Tuesday, March 9, 2010

That Wiki Thing...

It's been roughly a year since my pet wiki has been active on the company's intranet. It's definitely been useful, but I think it hasn't completely lived up to the hopes and dreams I had for it.

Usefulness to My Good Self

As I'd planned, I've been using it as a kinda design notebook, although I still scribble on real paper as it's the quickest way to record thoughts. When I write a wiki page, I find I write for an audience other than myself. And that's no bad thing as I have to state assumptions and 'formally' defend any assertions. I'm convinced this is ok; my paper notebook is for exploration and the wiki is the crystalisation of the thought process that lead to the final design. The wiki is the definitive source of information about a topic, not a discussion. The wiki has added a sense of rigor to thinking behind the stuff I produce.

Y'know, maybe I shouldn't be setting up wiki pages willy-nilly. I shouldn't actually be doing my design in wiki pages. Wiki pages are supposed to be solid information, not cloudy half-thought-out explorations. It should not really be an extension of my paper notebook, should it?

Usefulness to My Teammates

This is harder to judge. I think it's somewhat useful to my teammates in a read-only sense, but that it's still considered as "Marty's wiki" and not "the wiki" as I'd hoped.
I have made an effort to let people know of its existence. After I complete a body of work, I check that the page in the wiki is reasonably accurate and then the link is sent around in the 'announcement' email. For example:
Hi All, I'm finished setting up the co-sim environment for our latest chip (which is the bee's knees, BTW, and going to make our company millions). See here (http://ourgroupswiki.some.address.com/) for info on the environment and instructions for launching a sim
That sort of thing. And there is evidence that people read it, but they don't edit it if something's amiss. I do get the odd query on the accuracy of instructions, but my teammates never change the information themselves. Maybe they've better things to be doing - maybe they don't feel that they're an expert in that field so need consensus. Who knows?

The Elephant in the Room - Sharepoint

The wiki's relationship with Sharepoint is still mostly undefined.

Sharepoint is our company's blessed online collaboration thingy. But it's become a dumping ground for powerpoints and word documents. And mostly Office 2007 versions of stuff I've no hope of opening on my linux workstation (vendor lock-in, much?). Rant aside, this is where the latest datasheets, latest marketing info, latest formal design documents go. And to be honest, it's probably the correct place for that info.

So...

I need to properly define the wiki's place in the grand scheme of things. I know it has one, but I haven't yet been able to articulate it. I also need to ask my teammates why it's not "the wiki" yet.

I dunno why I'm invested in this so much.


§ TASK ITEM
Filter these entries down to the lines that hold the word "labels", and show each of them.

*** Opening of SOURCE DATA ***

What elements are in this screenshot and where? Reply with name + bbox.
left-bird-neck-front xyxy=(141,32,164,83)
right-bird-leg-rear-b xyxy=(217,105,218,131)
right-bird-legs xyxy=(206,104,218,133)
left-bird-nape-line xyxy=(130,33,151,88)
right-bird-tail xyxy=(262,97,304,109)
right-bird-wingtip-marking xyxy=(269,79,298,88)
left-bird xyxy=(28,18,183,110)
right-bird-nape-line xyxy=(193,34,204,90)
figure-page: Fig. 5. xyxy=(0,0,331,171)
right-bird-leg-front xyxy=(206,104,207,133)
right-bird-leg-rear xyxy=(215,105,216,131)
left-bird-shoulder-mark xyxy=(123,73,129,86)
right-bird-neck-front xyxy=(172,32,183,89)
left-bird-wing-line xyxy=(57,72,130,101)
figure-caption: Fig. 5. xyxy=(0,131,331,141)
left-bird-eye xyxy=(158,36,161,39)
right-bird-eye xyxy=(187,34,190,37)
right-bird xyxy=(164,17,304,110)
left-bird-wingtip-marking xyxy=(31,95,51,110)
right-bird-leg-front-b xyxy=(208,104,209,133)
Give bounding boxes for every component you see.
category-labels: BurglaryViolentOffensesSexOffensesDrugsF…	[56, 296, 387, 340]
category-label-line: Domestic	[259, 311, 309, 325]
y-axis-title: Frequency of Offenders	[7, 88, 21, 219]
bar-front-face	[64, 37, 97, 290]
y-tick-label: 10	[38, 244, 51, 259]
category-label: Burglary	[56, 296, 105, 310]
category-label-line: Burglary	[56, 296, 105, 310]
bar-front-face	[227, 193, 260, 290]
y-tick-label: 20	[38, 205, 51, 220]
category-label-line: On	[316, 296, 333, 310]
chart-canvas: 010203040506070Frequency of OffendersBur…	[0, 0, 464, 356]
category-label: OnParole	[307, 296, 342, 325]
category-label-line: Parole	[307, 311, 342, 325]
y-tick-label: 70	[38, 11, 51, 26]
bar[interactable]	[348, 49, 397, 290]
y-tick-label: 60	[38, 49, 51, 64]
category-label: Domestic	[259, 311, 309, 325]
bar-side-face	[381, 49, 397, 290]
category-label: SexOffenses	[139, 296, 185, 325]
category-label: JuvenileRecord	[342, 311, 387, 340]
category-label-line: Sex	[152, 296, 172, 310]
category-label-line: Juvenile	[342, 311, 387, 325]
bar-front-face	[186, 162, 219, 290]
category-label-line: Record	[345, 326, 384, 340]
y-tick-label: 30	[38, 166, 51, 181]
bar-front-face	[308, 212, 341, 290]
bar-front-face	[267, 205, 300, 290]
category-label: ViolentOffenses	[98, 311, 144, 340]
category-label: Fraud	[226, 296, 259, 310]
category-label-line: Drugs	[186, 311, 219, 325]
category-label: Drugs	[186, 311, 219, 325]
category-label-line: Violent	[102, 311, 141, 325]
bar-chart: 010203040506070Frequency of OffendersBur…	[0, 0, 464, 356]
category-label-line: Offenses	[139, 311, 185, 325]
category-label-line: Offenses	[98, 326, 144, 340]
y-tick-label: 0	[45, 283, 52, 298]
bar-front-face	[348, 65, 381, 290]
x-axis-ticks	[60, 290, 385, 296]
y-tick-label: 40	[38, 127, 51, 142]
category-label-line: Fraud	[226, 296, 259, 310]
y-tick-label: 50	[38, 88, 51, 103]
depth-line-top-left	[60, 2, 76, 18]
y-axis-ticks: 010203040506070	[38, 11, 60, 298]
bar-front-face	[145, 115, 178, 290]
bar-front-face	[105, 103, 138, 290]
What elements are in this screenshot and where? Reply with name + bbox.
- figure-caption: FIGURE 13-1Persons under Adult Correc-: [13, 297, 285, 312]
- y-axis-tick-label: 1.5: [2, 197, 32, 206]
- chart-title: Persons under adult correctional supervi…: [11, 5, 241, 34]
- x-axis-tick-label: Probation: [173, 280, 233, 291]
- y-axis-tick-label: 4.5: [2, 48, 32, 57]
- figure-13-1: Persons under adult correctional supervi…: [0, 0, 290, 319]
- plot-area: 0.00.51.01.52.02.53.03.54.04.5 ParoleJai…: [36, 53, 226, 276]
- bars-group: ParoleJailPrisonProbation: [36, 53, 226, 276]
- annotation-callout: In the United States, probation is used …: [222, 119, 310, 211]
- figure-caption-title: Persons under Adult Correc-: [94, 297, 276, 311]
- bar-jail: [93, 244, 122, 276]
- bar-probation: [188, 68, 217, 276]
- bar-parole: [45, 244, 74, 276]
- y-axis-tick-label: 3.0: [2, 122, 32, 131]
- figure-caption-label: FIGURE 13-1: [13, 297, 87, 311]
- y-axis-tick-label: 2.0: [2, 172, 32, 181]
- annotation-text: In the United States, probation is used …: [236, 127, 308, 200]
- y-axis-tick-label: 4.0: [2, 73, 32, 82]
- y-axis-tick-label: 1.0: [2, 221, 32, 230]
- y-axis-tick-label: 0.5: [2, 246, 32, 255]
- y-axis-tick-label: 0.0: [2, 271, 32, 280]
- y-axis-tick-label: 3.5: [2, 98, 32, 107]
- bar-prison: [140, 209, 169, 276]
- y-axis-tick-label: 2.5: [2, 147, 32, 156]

*** Close of SOURCE DATA ***
*** Opening of SOURCE DATA ***

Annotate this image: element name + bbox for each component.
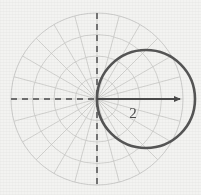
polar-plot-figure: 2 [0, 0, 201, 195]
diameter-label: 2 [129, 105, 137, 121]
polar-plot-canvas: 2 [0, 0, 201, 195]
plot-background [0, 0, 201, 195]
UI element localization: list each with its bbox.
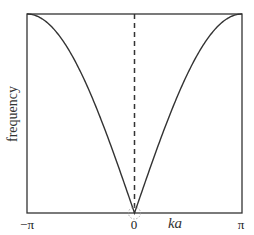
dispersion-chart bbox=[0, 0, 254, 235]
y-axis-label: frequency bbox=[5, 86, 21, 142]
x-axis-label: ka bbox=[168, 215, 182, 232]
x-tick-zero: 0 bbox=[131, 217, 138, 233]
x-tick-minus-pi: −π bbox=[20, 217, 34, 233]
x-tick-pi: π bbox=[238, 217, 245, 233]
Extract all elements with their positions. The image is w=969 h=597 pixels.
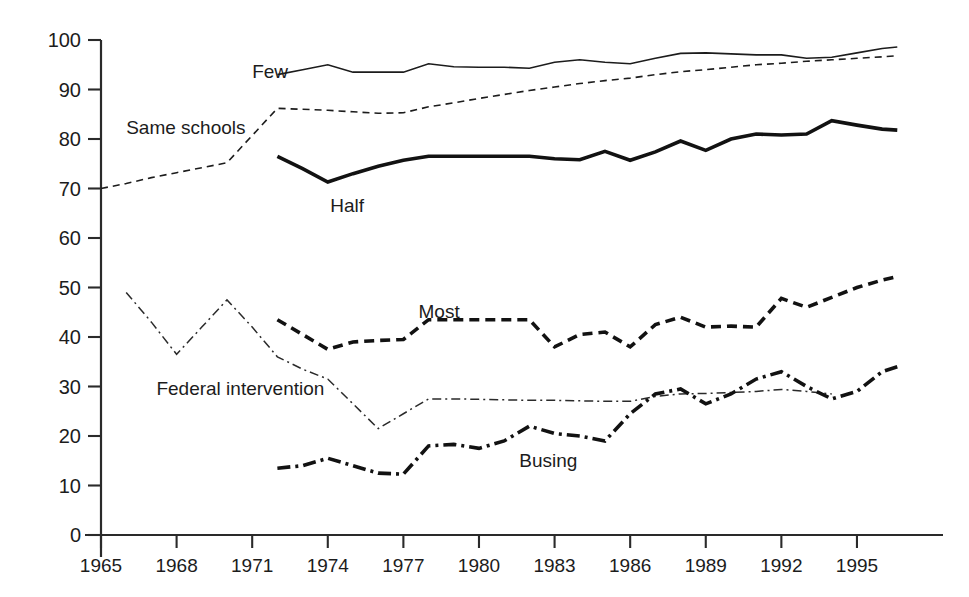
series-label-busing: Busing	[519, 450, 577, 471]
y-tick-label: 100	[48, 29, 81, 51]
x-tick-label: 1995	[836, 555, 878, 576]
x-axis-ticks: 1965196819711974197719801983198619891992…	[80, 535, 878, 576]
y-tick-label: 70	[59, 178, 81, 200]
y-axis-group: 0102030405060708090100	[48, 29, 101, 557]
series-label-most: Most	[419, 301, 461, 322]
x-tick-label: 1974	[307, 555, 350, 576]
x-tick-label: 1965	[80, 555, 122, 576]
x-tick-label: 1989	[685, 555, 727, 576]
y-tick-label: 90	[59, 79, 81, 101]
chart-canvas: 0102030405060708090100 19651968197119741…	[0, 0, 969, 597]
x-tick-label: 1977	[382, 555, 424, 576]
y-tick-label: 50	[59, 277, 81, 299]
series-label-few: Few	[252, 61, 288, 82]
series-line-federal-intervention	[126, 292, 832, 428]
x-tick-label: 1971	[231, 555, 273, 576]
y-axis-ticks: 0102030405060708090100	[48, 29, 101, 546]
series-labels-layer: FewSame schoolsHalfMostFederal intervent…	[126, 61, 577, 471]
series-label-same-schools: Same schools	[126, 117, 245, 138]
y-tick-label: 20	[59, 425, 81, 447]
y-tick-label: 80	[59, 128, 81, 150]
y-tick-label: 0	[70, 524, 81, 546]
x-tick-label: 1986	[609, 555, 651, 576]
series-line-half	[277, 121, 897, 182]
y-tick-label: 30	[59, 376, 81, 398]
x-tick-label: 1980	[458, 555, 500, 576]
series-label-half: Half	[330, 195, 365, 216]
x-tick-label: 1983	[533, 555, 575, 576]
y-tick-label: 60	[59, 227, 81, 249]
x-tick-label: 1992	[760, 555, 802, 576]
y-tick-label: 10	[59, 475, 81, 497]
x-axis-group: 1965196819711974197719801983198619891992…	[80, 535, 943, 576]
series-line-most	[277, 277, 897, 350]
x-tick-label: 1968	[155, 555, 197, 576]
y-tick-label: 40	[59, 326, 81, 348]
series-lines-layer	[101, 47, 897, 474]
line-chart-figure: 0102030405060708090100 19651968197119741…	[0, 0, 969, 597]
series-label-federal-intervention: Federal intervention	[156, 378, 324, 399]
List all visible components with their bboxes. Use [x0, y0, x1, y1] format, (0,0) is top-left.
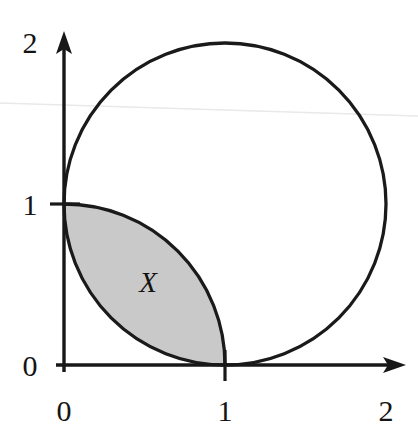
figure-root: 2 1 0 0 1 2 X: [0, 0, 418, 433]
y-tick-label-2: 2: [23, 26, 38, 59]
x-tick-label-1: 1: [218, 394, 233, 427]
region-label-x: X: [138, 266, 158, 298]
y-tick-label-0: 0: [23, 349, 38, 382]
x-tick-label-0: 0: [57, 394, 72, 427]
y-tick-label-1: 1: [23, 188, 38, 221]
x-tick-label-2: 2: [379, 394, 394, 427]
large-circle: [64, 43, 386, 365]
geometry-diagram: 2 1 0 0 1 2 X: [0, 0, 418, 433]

*** Close of SOURCE DATA ***

§ OUTPUT BELOW
category-labels: BurglaryViolentOffensesSexOffensesDrugsF…	[56, 296, 387, 340]
series-labels-layer: FewSame schoolsHalfMostFederal intervent…	[126, 61, 577, 471]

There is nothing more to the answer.